| What you need to do |
Reply with exactly the lines from the one that contains "What do you see at coordinates (813, 51)" through the last line of the records below, and with no other lines.

| Data for processing |
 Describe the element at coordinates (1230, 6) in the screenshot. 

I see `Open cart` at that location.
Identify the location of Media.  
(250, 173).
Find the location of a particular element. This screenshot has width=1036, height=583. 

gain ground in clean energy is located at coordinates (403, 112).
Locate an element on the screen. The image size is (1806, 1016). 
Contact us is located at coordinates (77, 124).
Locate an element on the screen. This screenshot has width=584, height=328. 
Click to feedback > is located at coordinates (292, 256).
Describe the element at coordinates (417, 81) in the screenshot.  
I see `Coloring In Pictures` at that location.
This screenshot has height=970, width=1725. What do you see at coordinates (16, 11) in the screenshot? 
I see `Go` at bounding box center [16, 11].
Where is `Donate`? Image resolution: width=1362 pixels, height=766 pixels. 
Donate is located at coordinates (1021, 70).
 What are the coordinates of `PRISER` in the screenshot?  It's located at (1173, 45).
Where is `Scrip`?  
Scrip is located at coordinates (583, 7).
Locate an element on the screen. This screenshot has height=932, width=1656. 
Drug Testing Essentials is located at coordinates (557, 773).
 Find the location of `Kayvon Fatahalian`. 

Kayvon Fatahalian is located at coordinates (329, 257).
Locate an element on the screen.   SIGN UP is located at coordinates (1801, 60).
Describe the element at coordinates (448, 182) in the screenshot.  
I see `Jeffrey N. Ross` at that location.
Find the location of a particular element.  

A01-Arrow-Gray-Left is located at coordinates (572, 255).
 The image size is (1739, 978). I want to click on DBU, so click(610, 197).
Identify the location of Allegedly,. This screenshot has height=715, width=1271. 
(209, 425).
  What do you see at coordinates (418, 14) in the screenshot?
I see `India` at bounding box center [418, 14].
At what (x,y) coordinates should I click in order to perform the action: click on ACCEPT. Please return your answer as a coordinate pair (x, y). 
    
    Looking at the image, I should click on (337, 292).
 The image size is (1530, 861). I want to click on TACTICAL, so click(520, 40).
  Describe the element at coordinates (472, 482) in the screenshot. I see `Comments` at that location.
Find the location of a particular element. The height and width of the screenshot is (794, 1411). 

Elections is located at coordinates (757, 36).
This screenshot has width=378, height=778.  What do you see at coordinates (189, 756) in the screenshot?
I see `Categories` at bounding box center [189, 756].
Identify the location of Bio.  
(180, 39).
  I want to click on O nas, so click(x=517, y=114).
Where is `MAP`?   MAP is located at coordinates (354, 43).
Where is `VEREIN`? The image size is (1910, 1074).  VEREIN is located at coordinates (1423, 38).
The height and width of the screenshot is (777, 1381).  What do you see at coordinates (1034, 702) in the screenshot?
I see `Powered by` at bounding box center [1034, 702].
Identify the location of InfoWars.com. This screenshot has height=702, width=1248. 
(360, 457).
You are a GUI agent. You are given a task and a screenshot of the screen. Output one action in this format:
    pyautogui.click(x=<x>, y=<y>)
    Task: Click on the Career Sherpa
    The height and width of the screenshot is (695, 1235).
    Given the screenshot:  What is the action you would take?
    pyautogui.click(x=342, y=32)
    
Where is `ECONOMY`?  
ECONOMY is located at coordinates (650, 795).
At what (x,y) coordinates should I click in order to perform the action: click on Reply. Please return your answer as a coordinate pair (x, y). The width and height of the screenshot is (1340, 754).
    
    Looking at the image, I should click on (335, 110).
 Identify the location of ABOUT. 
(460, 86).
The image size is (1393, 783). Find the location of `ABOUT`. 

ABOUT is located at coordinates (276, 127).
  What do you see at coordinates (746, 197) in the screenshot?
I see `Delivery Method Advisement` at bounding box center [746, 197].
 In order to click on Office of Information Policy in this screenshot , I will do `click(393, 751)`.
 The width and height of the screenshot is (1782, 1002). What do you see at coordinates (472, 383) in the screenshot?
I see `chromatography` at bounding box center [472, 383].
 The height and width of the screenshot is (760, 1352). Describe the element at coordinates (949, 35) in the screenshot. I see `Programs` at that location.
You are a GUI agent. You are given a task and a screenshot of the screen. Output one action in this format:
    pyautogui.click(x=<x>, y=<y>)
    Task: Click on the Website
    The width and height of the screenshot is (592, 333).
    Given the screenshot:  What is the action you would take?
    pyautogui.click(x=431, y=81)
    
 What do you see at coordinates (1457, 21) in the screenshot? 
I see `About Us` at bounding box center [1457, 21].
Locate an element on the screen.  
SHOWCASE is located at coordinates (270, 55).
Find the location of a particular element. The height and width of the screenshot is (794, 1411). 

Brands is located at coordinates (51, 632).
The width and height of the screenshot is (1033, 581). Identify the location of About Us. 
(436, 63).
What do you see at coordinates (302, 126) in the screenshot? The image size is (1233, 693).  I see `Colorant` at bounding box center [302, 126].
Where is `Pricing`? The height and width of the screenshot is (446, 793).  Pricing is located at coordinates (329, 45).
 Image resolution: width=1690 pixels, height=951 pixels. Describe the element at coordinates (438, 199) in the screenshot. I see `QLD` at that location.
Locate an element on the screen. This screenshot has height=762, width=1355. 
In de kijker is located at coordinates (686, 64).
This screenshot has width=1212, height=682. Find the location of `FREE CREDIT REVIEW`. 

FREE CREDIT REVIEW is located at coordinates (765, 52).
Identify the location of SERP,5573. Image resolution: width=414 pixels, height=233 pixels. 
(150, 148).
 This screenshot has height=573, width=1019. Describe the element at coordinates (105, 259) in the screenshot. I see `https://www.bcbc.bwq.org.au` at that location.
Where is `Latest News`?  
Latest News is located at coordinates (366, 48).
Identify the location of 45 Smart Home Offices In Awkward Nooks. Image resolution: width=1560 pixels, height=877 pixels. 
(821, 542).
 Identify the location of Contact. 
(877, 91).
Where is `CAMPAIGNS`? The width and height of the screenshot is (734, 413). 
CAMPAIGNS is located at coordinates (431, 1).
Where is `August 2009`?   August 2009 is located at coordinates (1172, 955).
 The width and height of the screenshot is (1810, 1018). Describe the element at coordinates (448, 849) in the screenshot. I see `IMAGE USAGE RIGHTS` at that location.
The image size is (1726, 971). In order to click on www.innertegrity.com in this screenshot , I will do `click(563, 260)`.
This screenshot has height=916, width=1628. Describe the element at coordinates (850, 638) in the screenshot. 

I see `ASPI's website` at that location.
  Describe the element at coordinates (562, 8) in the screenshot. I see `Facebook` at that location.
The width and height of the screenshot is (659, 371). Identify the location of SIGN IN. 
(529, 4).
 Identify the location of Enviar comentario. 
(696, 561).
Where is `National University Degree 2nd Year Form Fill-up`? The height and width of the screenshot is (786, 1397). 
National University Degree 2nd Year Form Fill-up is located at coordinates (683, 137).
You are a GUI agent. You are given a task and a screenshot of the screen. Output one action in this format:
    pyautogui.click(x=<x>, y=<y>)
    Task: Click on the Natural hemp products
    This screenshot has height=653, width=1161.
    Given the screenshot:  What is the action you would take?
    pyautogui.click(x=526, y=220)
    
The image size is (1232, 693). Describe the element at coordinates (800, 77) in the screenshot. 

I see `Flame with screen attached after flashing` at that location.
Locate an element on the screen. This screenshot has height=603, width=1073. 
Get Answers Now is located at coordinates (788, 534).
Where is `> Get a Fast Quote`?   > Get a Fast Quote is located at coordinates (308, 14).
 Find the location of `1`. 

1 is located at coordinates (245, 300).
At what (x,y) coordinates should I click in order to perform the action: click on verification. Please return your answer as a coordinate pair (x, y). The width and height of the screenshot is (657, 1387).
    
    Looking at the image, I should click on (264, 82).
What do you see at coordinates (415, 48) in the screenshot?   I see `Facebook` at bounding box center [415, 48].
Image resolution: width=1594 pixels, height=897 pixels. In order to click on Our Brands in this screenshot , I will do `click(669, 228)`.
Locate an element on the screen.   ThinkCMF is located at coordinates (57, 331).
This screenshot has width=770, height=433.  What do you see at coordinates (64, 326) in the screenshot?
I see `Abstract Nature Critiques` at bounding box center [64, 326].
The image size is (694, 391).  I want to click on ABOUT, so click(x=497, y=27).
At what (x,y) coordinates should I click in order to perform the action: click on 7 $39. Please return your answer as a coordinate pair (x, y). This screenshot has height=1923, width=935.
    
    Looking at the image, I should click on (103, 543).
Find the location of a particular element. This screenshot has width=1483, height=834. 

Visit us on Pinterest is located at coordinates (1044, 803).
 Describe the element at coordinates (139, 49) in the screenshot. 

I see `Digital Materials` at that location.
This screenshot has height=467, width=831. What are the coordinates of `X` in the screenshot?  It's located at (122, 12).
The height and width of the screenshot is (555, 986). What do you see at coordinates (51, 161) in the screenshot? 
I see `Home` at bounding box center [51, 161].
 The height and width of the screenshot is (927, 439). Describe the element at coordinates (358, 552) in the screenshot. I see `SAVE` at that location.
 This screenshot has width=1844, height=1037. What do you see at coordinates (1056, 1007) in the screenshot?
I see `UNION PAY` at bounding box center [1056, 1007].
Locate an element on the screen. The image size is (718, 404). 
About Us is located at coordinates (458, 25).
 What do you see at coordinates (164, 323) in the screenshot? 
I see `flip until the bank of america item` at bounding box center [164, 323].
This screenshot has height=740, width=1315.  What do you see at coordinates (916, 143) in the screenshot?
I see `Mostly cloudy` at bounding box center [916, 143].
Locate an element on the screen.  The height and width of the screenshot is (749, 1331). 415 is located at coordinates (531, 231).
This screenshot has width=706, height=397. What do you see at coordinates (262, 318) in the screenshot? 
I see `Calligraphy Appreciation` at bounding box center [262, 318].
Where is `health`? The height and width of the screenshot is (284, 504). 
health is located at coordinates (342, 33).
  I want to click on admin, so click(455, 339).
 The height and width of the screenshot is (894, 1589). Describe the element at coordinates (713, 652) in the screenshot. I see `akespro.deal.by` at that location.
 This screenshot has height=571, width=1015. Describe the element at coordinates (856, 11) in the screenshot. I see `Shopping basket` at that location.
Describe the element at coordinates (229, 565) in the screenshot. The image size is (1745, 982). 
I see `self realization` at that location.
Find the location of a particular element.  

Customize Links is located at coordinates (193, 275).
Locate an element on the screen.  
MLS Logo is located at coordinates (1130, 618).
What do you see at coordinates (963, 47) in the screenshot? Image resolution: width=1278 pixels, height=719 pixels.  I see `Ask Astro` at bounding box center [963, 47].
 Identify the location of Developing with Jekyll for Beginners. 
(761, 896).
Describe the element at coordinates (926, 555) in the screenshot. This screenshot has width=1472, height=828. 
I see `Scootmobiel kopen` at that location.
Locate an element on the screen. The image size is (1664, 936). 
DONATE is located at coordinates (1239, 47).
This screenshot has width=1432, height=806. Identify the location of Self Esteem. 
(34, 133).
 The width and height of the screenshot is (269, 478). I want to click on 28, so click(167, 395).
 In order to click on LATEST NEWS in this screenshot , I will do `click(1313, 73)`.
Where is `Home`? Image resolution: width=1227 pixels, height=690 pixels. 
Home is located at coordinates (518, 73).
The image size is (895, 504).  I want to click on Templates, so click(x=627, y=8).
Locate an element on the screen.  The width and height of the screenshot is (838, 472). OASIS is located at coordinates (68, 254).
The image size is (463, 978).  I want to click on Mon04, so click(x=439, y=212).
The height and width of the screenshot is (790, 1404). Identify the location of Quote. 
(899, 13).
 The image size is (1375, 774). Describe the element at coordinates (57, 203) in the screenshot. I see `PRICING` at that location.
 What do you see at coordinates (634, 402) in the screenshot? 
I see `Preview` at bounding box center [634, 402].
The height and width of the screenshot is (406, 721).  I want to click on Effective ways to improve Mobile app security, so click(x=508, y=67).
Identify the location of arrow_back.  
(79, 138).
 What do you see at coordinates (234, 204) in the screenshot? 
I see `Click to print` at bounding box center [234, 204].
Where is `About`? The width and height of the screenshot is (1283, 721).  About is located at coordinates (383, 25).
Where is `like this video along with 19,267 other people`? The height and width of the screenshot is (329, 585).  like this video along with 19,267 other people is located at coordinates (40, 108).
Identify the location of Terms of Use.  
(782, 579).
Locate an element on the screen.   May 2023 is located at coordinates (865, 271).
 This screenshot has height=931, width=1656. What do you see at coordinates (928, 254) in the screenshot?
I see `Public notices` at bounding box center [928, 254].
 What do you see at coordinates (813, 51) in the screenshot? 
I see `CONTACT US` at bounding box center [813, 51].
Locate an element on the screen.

| Task response |
 What do you see at coordinates (813, 51) in the screenshot? 
I see `CONTACT US` at bounding box center [813, 51].
Locate an element on the screen.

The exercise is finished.